San Francisco's Parc55 Wyndham hotel banquet service
“Hotel kitchens are well equipped to feed large groups of people, and I think they might even be better equipped to handle family-style service than restaurants,” says Rob Robinson, Parc 55 Wyndham’s director of F&B. Proper serving vessels are an important consideration, he adds, noting that smaller containers will ensure food stays hot.
San Francisco's Parc 55 Wyndham hotel banquet service

San Francisco's Parc 55 Wyndham hotel banquet service

San Francisco's Parc 55 Wyndham hotel banquet service
Menu items offered for family-style
banquet service at Parc 55 include
ingredients also on the menu at the
hotel’s Cityhouse restaurant, enabling
cost savings in purchasing. When event
numbers decrease unexpectedly, leftover product can be used in the restaurant.

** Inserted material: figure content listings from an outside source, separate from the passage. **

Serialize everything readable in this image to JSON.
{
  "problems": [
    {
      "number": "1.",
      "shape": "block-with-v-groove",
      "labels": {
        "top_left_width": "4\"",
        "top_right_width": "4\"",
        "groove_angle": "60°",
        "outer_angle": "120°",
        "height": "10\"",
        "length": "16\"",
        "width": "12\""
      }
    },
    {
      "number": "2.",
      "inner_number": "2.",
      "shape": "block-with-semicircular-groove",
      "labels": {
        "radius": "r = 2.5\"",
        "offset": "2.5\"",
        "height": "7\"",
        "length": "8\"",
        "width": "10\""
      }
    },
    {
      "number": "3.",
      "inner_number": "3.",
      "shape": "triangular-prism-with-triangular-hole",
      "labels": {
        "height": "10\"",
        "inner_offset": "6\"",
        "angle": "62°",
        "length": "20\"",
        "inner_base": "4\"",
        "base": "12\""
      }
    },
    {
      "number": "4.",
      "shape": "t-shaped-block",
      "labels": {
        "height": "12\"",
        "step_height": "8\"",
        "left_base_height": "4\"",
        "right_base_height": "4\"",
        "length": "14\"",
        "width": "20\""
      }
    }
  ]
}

Family-style dining has probably been around as long as families have been eating together—plates of food are placed on the table, and those seated pass the dishes around and share the meal. The concept is also popular in restaurants, especially with current trends toward communal dining and customers seeking value. But in banquets and catering, plated courses and buffets have always been the standard, so family-style meals are rarely seen. That’s a template Rob Robinson wanted to change at his hotel.

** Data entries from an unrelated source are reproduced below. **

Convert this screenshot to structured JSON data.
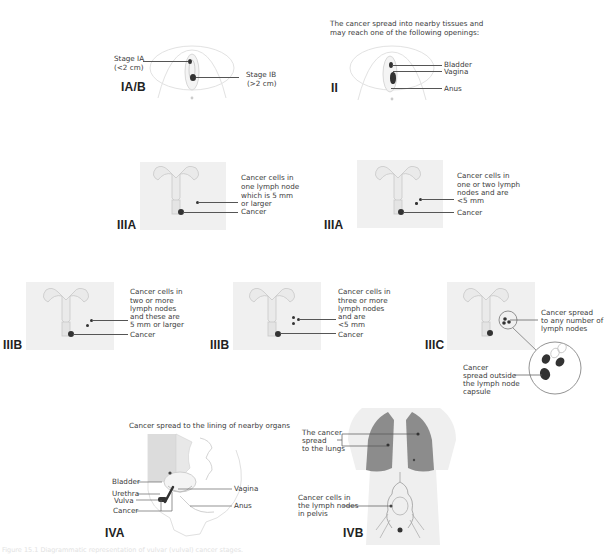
{
  "panels": {
    "ia_b": {
      "stage": "IA/B",
      "labels": [
        "Stage IA",
        "(<2 cm)",
        "Stage IB",
        "(>2 cm)"
      ]
    },
    "ii": {
      "stage": "II",
      "description": [
        "The cancer spread into nearby tissues and",
        "may reach one of the following openings:"
      ],
      "labels": [
        "Bladder",
        "Vagina",
        "Anus"
      ]
    },
    "iiia_1": {
      "stage": "IIIA",
      "labels": [
        "Cancer cells in",
        "one lymph node",
        "which is 5 mm",
        "or larger",
        "Cancer"
      ]
    },
    "iiia_2": {
      "stage": "IIIA",
      "labels": [
        "Cancer cells in",
        "one or two lymph",
        "nodes and are",
        "<5 mm",
        "Cancer"
      ]
    },
    "iiib_1": {
      "stage": "IIIB",
      "labels": [
        "Cancer cells in",
        "two or more",
        "lymph nodes",
        "and these are",
        "5 mm or larger",
        "Cancer"
      ]
    },
    "iiib_2": {
      "stage": "IIIB",
      "labels": [
        "Cancer cells in",
        "three or more",
        "lymph nodes",
        "and are",
        "<5 mm",
        "Cancer"
      ]
    },
    "iiic": {
      "stage": "IIIC",
      "labels": [
        "Cancer spread",
        "to any number of",
        "lymph nodes"
      ],
      "inset_labels": [
        "Cancer",
        "spread outside",
        "the lymph node",
        "capsule"
      ]
    },
    "iva": {
      "stage": "IVA",
      "description": "Cancer spread to the lining of nearby organs",
      "labels": [
        "Bladder",
        "Urethra",
        "Vulva",
        "Cancer",
        "Vagina",
        "Anus"
      ]
    },
    "ivb": {
      "stage": "IVB",
      "labels": [
        "The cancer",
        "spread",
        "to the lungs",
        "Cancer cells in",
        "the lymph nodes",
        "in pelvis"
      ]
    }
  },
  "caption": "Figure 15.1  Diagrammatic representation of vulvar (vulval) cancer stages.",
  "colors": {
    "tissue_bg": "#f0f0f0",
    "tumor": "#333333",
    "lung": "#8c8c8c",
    "outline": "#cccccc"
  }
}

“We do it in restaurants, so why can’t we do it in banquets? There’s no real reason other than it’s a break from tradition,” says Robinson, director of F&B at the 1,010-room Parc 55 Wyndham San Francisco Union Square hotel. “It’s like bringing a buffet to the table, because the guest doesn’t have to get up. Hotel kitchens are well equipped to feed large groups of people, and I think they might even be better equipped to handle family-style service than restaurants.”

Using that logic, Robinson and Parc 55’s Executive Chef Brian Healy developed a familystyle banquet menu earlier this year and tested it on some very tough critics: The Hotel Council of San Francisco, which included several hotel general managers among its 120 diners.

FAMILY-STYLE TRIAL
Robinson and Healy presented family-style sides of potato purée, baby buttered carrots, sautéed spinach, and onion rings—all items that are offered in the hotel’s Cityhouse restaurant. Dessert was served as a family-style sampler featuring apricot bread pudding, cheesecake, apple tarte tatin, and profiteroles, which are also on the menu at Cityhouse. Only the salads and entrée, a duet of petit filet mignon and bacon-wrapped swordfish, were plated.

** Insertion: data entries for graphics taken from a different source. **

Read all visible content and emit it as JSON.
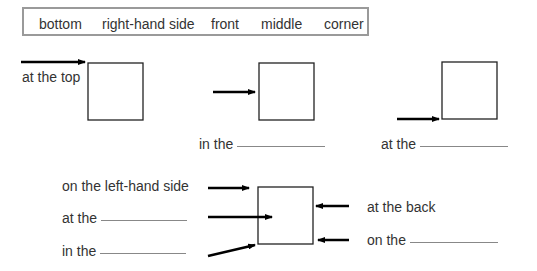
{
  "word_box": {
    "words": [
      "bottom",
      "right-hand side",
      "front",
      "middle",
      "corner"
    ]
  },
  "diagrams": {
    "top_row": [
      {
        "label": "at the top",
        "answer": ""
      },
      {
        "label": "in the",
        "answer": ""
      },
      {
        "label": "at the",
        "answer": ""
      }
    ],
    "bottom_left": [
      {
        "label": "on the left-hand side",
        "answer": ""
      },
      {
        "label": "at the",
        "answer": ""
      },
      {
        "label": "in the",
        "answer": ""
      }
    ],
    "bottom_right": [
      {
        "label": "at the back",
        "answer": ""
      },
      {
        "label": "on the",
        "answer": ""
      }
    ]
  },
  "colors": {
    "text": "#333333",
    "box_border": "#9a9a9a",
    "line": "#000000"
  }
}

Robinson says the meal was a success, generating positive feedback across the room. In particular, the group liked how passing the sides broke the ice among attendees at each table. “They really enjoyed it as something different, and it felt like more of a restaurant experience, as opposed to a typical cookie-cutter banquet,” he says. “These are people who eat and drink for a living, and they can be a tough crowd.”

Encouraged by the feedback, Robinson added family-style options on his overall banquet menu package, and it’s currently being sold as an alternative to a buffet or an à la carte event. He and Healy say family-style menus can be deceptively simple, so two key areas—cross-utilizing ingredients and proper serving vessels—should be watched to keep costs in line and customers happy.

BUILDING THE PERFECT FEAST
“There’s nothing worse than ordering something special for a large group, then the numbers drop at the last minute and we’re left with additional products,” Healy says. “Here, we can just utilize them in our restaurant.”

Since family-style items are also on the menu at Cityhouse, Parc 55’s current vendors already supply as much as the hotel needs at an agreed-upon price. As seasonal produce changes, the menus in Cityhouse will change, and the family-style offerings will reflect that. “There are definitely savings we can capitalize on by cross-utilizing ingredients,” says Robinson.

Proper serving vessels are another aspect that’s critical, Robinson adds. “Big portions can be impressive, but you also have to be practical. If you have a dish that’s so large eight people need to serve themselves, chances are, by the time it gets to the sixth or seventh person at the table, the food will be cold.”

Robinson says because Parc 55 already offered sides in Cityhouse, he had the proper dishes to transfer to family-style events. If a hotel doesn’t have that luxury, he notes that smaller vessels that hold about five ounces of food—roughly enough for two or three people—will ensure the food stays hot. To make sure there’s enough for everyone, multiple dishes are placed on the table and can be replenished easily by the banquet staff.

Finally, Robinson says the labor needed for a family-style event is nearly the same as a traditional buffet, and there are actually savings when compared to a plated event. “I can have one guy cook a buffet for 300 people, but if it’s a plated dinner, I’ve got to bring in three or four cooks to help. I would say similar staffing savings apply to a family-style meal as they would a buffet.”

Michael Costa’s culinary school training and work as a journalist—in addition to several years of hotel F&B experience—enhance his position as Industry Relations Editor for HOTEL F&B.